Marvel's Chinese universe has promised that the audience has never seen before. It was a franchise where the films would be far more interconnected than those in any other property before, recreating the experience of being able to read a comic book and see a character that appears for a problem before heading to their adventure. This unique quality made MCU be pop -culture Guggernaut more than a decade after its launch in 2008. But that was then; Now, what was once the biggest feature of MCU has become the worst mistake.
Indeed, since 2019, it has become more refreshing for MCC's films or shows to be as excluded from the rest of the franchise (As was the case with the "Moon Knight"), in order not to find the audience to find themselves to make infinite amounts of homework just to understand the plot. It also does not help that MCU has left a few loose ends to hang for years, only to eventually tie them to a shortage (Like what happened in "Captain America: Brave New World").
But the franchise that requires viewers to watch dozens of films just to understand a new one is not the same as a successful expanded universe. There are better ways to make interconnectivity. Take "Thunderbolts,*" movie that acts in response to MCU on "Legends of DC" by DC by both focusing on superhero teams made up of characters that were introduced in other projects. As with that show arrowverse, it is useful, but not completely necessary to understand where the heroes come from "Thunderbolts*" - because it is not really their past that is important in the story that is available as much as they are when they are together.
Now, Marvel seems to have another ass of the sleeve (the one that shows a better way to achieve interconnectivity) in the form of "Eyes of Wakanda", an animated TV show that offers a phenomenal world-class building without requiring many homework. Those who attended the Anesian International Animation Film Festival got the chance to watch the first episode of the series, and it is formed to be something pretty ... as well, I hope, a sign of things that should arise for MCU.

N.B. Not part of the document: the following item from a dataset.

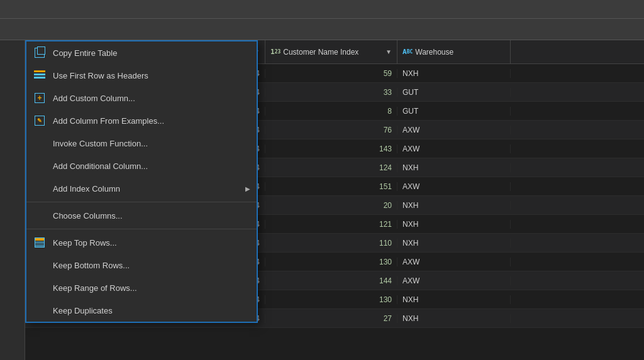 The width and height of the screenshot is (644, 360). What do you see at coordinates (142, 75) in the screenshot?
I see `menu-item-use-first-row: Use First Row as Headers` at bounding box center [142, 75].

Marvel's eyes on Wakanda is a lesson in History of Wakandan
"Eyes of Wakanda" is an anthology series for Wakanda's attempts to regain stolen artifacts throughout history. The first episode, titled "In the Lavian Day", begins in Crete in 1260 BC. And followed by a shameful former member of Dora Milaye, while they follow the "lion", a man defended by Wakandan's guard, in order to manage his own band Pirates, using the stolen tech technology to fill his kingdom. The whole thing inspires her from the hypothesial tribe in real life known as sea peoples, which terrorized Egypt and the Eastern Mediterranean region in the late bronze time. (Sea peoples also played a prominent role in Gendy Tartakovski's excellent second season.)
The spin-off "Black Panther" is visually astonishing and unlike everything else we have seen from Marvel's animation. A 2.5D appearance of "What if ...? To be animated," Eyes of Wakanda "is just further, the director of" Black Panther ", Ryan Kogller and his team's efforts to bring Wakanda with a sense of cultural specificity, from her clothes and buildings to the body's body.
In terms of the story, "Eyes of Wakanda" manages to be independent even when exploring the long history of the fictional nation of the same name and expands to the prologue of Kogller's first film "Black Panther", revealing in more detail how Wakandan's society has become so advanced. As the director "In the Lion's Day" explained, Todd Harris, after the episode, is aimed at exploring how Wakanda's tactics and culture have developed over time and the funds with which the country has remained preserved for as long as there is.
Since each episode moves to a new period of time and focuses on different artifacts stolen from Earth (but with a sense of connection between them, because everyone explores the effects of episodes before them), this feels like the perfect way to expand the Marvel universe. Of course, there will be some famous MCU characters that appear (as Harris confirmed, we will first see iron at one point, though not the version you can expect), but what makes this more and more attractive is that the show also functions as a history of MCU history.
Wakanda's eyes do the same as "star warfare"
As Nick Hughes (Samuel L. Acksekson) put it at the end of the original film "Ironoal Man" when he appeared in the yard of Tony Stark (Robert Downey Runior), "Do you think you are the only superhero in the world?" We have previously gained a look at the MCU's long history, including retrospectives showing the original ants and WASP. However, we have never received anything like "Eyes of Wakanda", ie. An expanded history lesson showing how MCC has been developing and changing over the centuries.
This is something that the franchise "Starwell War" features researching different angles on his universe, spreading at certain times and painting a full more complete image of his fictional setting. Even after so many MCU films and shows, including all those limited series that work specifically as world -class building, the property is still strange to be missing.
This is what makes Wakanda's "eyes" feel so special. It is a show that seems to fulfill MCU's promise by recreating the experience of reading a comic book and following a character, just to discover that there is a special one -time researcher exploring their past and origin. It helps Wakanda to be the most missed place in MCU, a country with a sense of history, tradition and culture that viewers are eager to see more than (as opposed to, say, all the same alien planets we barely had time to explore in the films "The Guardians of Galaxy").
"Eyes of Wakanda" will begin streaming on August 6, 2025, at Disney+.